New developers tend to take a problem that needs solving and start coding right away.  Before commencing consider:

  • Are the requirements clear enough to complete the work?

  • Have you consulted an experienced developer about the planned approach?

  • Is there a design pattern documented that already solves the problem?

  • Is there an open source library available that will do the same thing?

  • Has some code already been written on the project that could be reused? Ideally reused by calling, not by cutting-and-pasting.

  • Is there another project in the company that does the same thing?  Ask around.

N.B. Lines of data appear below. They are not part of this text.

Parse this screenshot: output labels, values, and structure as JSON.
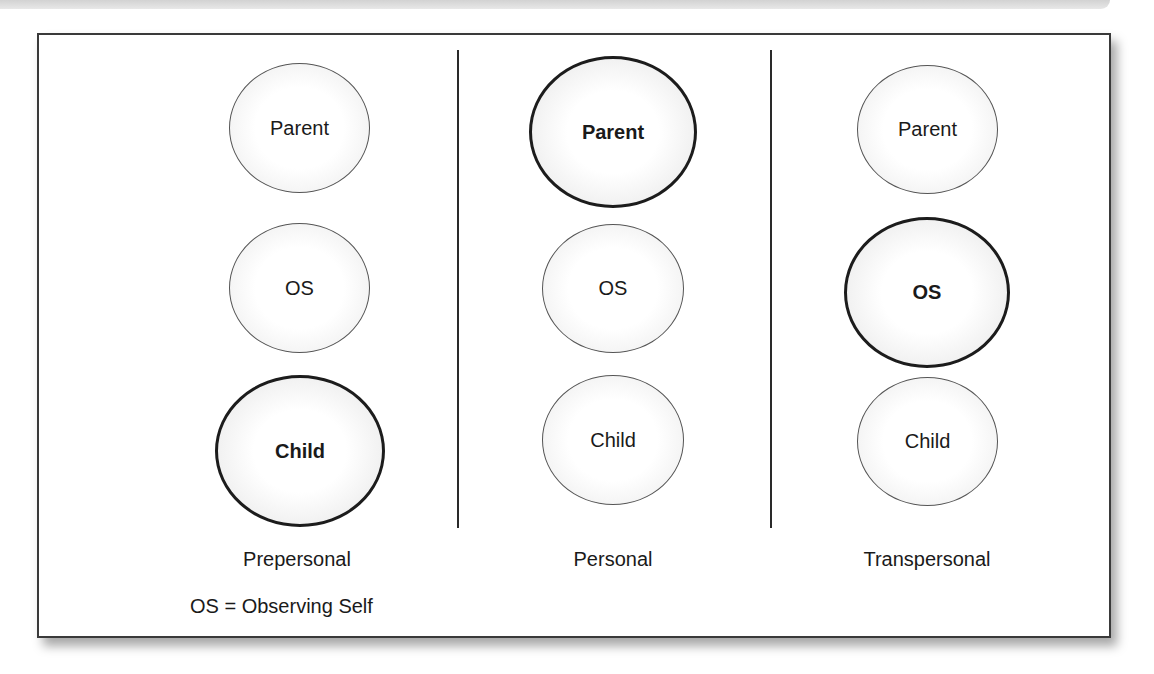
{
  "columns": [
    {
      "label": "Prepersonal",
      "circles": [
        {
          "text": "Parent",
          "emphasized": false
        },
        {
          "text": "OS",
          "emphasized": false
        },
        {
          "text": "Child",
          "emphasized": true
        }
      ]
    },
    {
      "label": "Personal",
      "circles": [
        {
          "text": "Parent",
          "emphasized": true
        },
        {
          "text": "OS",
          "emphasized": false
        },
        {
          "text": "Child",
          "emphasized": false
        }
      ]
    },
    {
      "label": "Transpersonal",
      "circles": [
        {
          "text": "Parent",
          "emphasized": false
        },
        {
          "text": "OS",
          "emphasized": true
        },
        {
          "text": "Child",
          "emphasized": false
        }
      ]
    }
  ],
  "legend": "OS = Observing Self"
}
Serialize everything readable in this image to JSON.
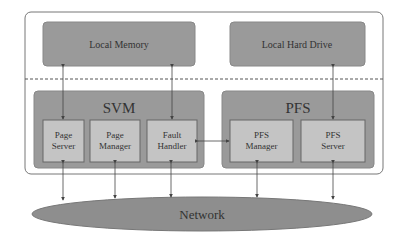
{
  "diagram": {
    "top_boxes": {
      "local_memory": "Local Memory",
      "local_hard_drive": "Local Hard Drive"
    },
    "svm": {
      "title": "SVM",
      "page_server": [
        "Page",
        "Server"
      ],
      "page_manager": [
        "Page",
        "Manager"
      ],
      "fault_handler": [
        "Fault",
        "Handler"
      ]
    },
    "pfs": {
      "title": "PFS",
      "pfs_manager": [
        "PFS",
        "Manager"
      ],
      "pfs_server": [
        "PFS",
        "Server"
      ]
    },
    "network": "Network",
    "colors": {
      "outer_frame": "#ffffff",
      "dark_box": "#9a9a9a",
      "inner_box": "#c4c4c4",
      "network": "#8e8e8e",
      "line": "#555555"
    }
  }
}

In all cases avoid writing new code if you don't have to.  Most generic application modules are already available as open source libraries (e.g. Apache, Spring) and are mature. It is difficult to find a reason not to use them.

“Our application accepted nine XML data feeds.  The import jobs that loaded in these feeds were built using a nasty combination of Java, shell scripts and cron jobs.  This solution worked well until something went wrong; error reporting was not integrated with the rest of the system.  

Installation of the scripts in correct file locations was also troublesome and error prone, and the scripts ran only on particular flavors of Linux.  I asked Rob to investigate moving all the scheduling logic into Java so we could integrate error reporting, avoid manual processing, keep our platform independence and more easily maintain the codebase using our existing developers.

Rob went away and coded furiously, at times late into the evenings.

One week later, a somewhat tired Rob proudly presented us with Rob's Complete Java Scheduling Solution (RCJSS) that he had engineered from the ground up. RCJSS worked well and even had its own complex and flexible configuration language.  Unfortunately for Rob, he had reinvented an open source scheduling library that already existed: Quartz.  If he had done a small amount of research on the web or discussed amongst his peers he would have found that most Java projects use Quartz for their scheduling and it works very well.  I felt a little bad about making Rob throw RCJSS away and use Quartz.  I didn't actually ask him to throw his work away - he did that himself, quietly removing it from CVS. We never spoke of it again.”